Ex-Shilton man jailed for trying to take blame for son's hit-and-run - The Rugby Observer

Ex-Shilton man jailed for trying to take blame for son's hit-and-run

Rugby Editorial 25th Apr, 2016 Updated: 27th Oct, 2016   0

AS A hit-and-run victim lay dying in the road, the father of the driver who had hit him while on the phone to his girlfriend returned to the scene and tried to take the blame.

And at Warwick Crown Court Noah Fury, who was said to have acted out of ‘misguided parental love,’ was jailed for six months and banned from driving for two years.

Fury, 52, of Shilton Lane in Shilton at the time, had pleaded guilty to acts intended to pervert the course of justice following the fatal collision in April last year.

Earlier this year his son Matthew Fury, 21, also of Shilton Lane at the time, was jailed for two years for causing the death of 39-year-old father-of-three Leonard Gaskin.




Prosecutor Sharon Bahia said Mr Gaskin had been holding a torch as he was jogging along Coventry Road, Bulkington, at 9.45pm when he was hit by a BMW driven by Matthew Fury, who was on his phone to his girlfriend at the time.

Witnesses saw a man get out of a car further up the road, look back, and then get back in and drive off.


“Matthew Fury returned home and spoke to his father and mother, and remained there while the defendant and his wife returned to the scene,” said Miss Bahia.

Noah Fury was standing by the car, which had damage to it, when he was approached by a police officer who asked whether he had been driving it at the time.

He replied: “Yes, I’ve just been to Bulkington to get some milk. I was on my way home. I didn’t see anything, and the next thing there was a bang.”

Miss Bahia told the court: “He was distressed. The deceased and he had been living on the same site for some 30 years.”

Fury was arrested, but the police were suspicious, and later went to the family’s home where Matthew was also arrested.

When he was interviewed the next afternoon Matthew admitted he had been driving, and later Noah, unaware of his son’s confession, admitted lying about being the driver.

Tim Sapwell, defending, said Noah Fury had asked him to say: “We’ve known these people for 30 years as friends and neighbours, and we want them to know how sorry we are. I was not thinking straight when I spoke to the police at the scene. I am very sorry.”

And Mr Sapwell told the judge: “I have been doing this job for 19 years. Mr Fury is without doubt the most trepidatious and most obviously scared and remorseful person I’ve come across in that time.”

Arguing that the sentence could be suspended, he said Fury had been ‘visibly distressed and shocked’ at the scene.

“His intention to commit the offence was formed in an instant in response to a direct question. His motive was misguided parental love.”

He added Fury had moved his family away from the area to give space to the Gaskin family.

Judge Andrew Lockhart QC told Fury: “Your son arrived home in panic, and you sought to assist him in a misguided way.

“You decided, on the spur of the moment, actively to mislead the police enquiry.

“It is plain you were very upset, but you did not do anything to let the police know what the true position was.

“This was a serious offence of perverting the course of justice when there was an investigation into a death.

“There is no doubt you acted in a traumatic situation in panic, but that should have stopped very much sooner than it did.

“I accept what Mr Sapwell said about you expressing your remorse. But I find that where there has been a misleading statement made at the scene of a fatal road traffic collision, the public would want to know that is viewed so seriously that only an immediate custodial sentence is justified.”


What to do:
Lift out all lines below that contain "label".

Given records:
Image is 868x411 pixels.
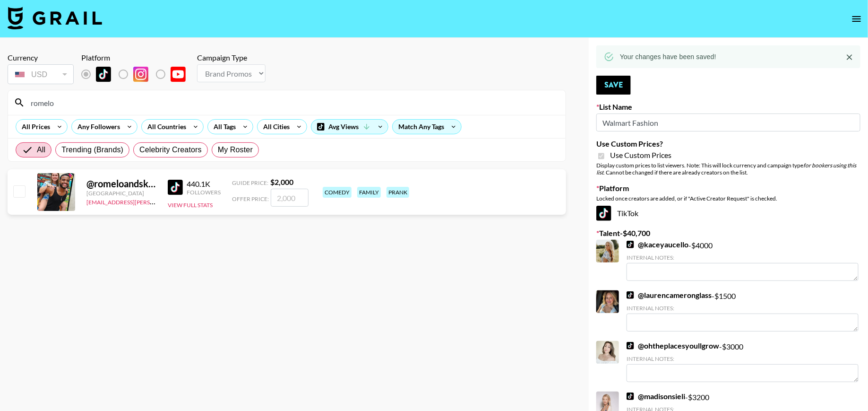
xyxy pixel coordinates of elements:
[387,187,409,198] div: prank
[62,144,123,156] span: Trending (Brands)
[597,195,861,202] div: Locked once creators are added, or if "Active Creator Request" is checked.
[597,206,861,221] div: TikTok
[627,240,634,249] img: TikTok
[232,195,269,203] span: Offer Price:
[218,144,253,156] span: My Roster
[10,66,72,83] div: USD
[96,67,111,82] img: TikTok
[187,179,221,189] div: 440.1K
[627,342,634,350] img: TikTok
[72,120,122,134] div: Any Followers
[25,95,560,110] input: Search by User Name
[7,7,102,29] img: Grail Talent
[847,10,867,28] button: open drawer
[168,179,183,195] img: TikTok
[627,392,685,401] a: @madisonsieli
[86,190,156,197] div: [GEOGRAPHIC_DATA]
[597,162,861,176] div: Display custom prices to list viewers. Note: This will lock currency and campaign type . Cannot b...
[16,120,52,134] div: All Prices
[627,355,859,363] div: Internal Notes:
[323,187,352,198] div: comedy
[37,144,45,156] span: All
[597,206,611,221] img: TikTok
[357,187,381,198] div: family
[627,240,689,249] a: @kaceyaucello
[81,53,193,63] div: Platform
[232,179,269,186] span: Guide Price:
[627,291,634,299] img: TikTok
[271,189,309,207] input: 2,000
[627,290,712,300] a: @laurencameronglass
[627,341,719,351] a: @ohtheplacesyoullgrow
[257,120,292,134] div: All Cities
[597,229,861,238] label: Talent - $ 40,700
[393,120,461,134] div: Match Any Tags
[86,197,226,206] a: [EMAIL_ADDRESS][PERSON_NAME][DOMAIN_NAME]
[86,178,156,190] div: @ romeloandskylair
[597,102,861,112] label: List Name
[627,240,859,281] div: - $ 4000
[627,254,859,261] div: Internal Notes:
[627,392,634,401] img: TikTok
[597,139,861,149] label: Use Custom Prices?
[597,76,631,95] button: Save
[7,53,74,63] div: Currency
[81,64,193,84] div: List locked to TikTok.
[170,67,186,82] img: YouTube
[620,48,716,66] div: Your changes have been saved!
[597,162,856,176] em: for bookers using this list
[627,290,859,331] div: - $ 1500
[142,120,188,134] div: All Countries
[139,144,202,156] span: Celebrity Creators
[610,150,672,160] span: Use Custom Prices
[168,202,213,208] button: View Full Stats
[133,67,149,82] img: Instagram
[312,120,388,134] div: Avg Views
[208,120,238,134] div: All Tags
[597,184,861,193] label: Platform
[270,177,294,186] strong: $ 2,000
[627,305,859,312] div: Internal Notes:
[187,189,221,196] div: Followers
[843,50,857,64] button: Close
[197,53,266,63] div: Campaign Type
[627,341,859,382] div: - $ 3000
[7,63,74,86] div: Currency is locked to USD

---

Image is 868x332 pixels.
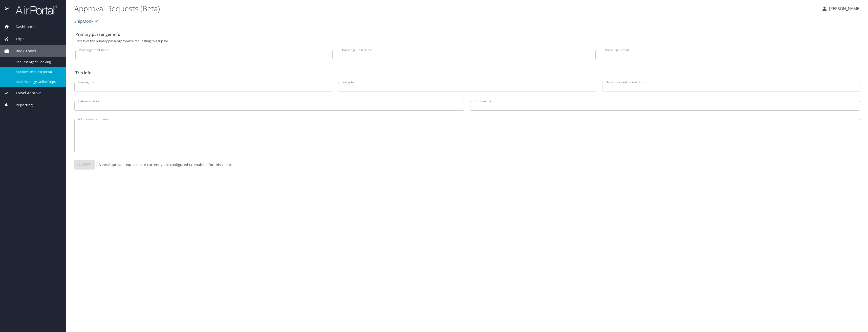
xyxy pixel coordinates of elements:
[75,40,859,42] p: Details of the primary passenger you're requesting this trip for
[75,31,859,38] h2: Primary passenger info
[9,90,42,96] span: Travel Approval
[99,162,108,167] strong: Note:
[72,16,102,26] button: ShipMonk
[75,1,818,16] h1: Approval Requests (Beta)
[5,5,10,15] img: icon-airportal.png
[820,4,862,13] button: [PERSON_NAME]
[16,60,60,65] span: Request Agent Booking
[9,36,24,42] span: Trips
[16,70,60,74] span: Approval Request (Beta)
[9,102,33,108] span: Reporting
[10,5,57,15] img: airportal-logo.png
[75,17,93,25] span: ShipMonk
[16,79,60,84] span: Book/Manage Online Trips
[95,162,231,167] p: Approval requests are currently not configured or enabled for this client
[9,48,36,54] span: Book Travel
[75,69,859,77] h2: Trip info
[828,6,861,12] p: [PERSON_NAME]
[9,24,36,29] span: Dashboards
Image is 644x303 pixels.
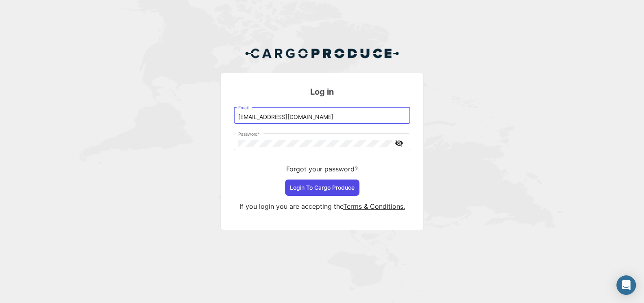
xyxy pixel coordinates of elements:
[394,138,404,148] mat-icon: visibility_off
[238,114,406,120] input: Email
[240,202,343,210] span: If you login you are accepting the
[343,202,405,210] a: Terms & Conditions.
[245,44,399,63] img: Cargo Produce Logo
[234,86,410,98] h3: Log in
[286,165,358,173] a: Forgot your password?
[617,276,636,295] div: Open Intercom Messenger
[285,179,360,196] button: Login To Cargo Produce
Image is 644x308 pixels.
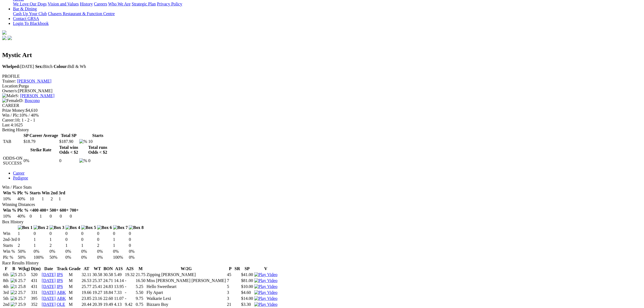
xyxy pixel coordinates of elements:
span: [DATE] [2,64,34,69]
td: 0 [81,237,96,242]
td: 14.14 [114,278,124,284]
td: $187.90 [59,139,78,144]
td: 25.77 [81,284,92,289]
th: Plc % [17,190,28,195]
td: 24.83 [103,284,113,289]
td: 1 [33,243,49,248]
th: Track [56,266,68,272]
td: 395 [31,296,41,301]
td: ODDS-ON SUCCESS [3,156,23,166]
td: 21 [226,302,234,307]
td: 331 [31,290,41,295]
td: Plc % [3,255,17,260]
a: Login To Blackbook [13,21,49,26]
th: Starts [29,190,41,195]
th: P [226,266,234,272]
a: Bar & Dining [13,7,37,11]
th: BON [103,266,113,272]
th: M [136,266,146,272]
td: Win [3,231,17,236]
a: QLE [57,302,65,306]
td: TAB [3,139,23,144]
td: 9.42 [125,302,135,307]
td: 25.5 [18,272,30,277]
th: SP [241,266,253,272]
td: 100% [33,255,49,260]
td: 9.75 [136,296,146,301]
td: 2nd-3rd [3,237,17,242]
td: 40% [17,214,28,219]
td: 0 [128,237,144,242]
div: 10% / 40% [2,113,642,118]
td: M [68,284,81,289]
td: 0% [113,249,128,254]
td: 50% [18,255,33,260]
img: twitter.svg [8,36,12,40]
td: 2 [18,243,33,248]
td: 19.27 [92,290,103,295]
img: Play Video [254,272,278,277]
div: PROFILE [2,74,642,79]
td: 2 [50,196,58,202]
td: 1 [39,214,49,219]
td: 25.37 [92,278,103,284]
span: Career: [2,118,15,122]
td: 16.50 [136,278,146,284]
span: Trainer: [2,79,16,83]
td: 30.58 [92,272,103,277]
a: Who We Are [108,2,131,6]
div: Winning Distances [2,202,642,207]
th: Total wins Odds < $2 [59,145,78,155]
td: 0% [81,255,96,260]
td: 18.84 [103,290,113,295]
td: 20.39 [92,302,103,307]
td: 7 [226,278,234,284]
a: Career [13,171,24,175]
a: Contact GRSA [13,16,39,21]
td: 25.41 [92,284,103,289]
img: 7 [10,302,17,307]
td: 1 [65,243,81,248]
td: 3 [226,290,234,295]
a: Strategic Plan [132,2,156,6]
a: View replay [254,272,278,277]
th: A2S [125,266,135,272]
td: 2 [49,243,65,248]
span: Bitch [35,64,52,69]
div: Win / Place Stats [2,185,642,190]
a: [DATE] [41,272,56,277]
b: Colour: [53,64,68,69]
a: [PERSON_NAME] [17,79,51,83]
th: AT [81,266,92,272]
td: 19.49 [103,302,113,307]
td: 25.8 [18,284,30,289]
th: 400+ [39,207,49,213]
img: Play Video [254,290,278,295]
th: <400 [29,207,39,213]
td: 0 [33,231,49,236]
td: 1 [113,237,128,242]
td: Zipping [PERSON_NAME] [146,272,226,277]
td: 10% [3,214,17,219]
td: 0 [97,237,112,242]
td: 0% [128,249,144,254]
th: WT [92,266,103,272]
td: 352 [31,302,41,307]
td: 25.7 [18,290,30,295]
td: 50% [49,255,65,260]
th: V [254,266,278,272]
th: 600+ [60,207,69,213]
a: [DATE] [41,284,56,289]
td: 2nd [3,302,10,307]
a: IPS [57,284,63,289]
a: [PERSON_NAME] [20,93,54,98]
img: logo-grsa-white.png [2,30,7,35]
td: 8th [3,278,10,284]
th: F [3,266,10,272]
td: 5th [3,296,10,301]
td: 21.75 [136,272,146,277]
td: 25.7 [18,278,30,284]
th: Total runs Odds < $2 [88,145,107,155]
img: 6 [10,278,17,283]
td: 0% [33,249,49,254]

Your response:
[597,229,861,238] label: Talent - $ 40,700
[597,102,861,112] label: List Name
[597,139,861,149] label: Use Custom Prices?
[597,184,861,193] label: Platform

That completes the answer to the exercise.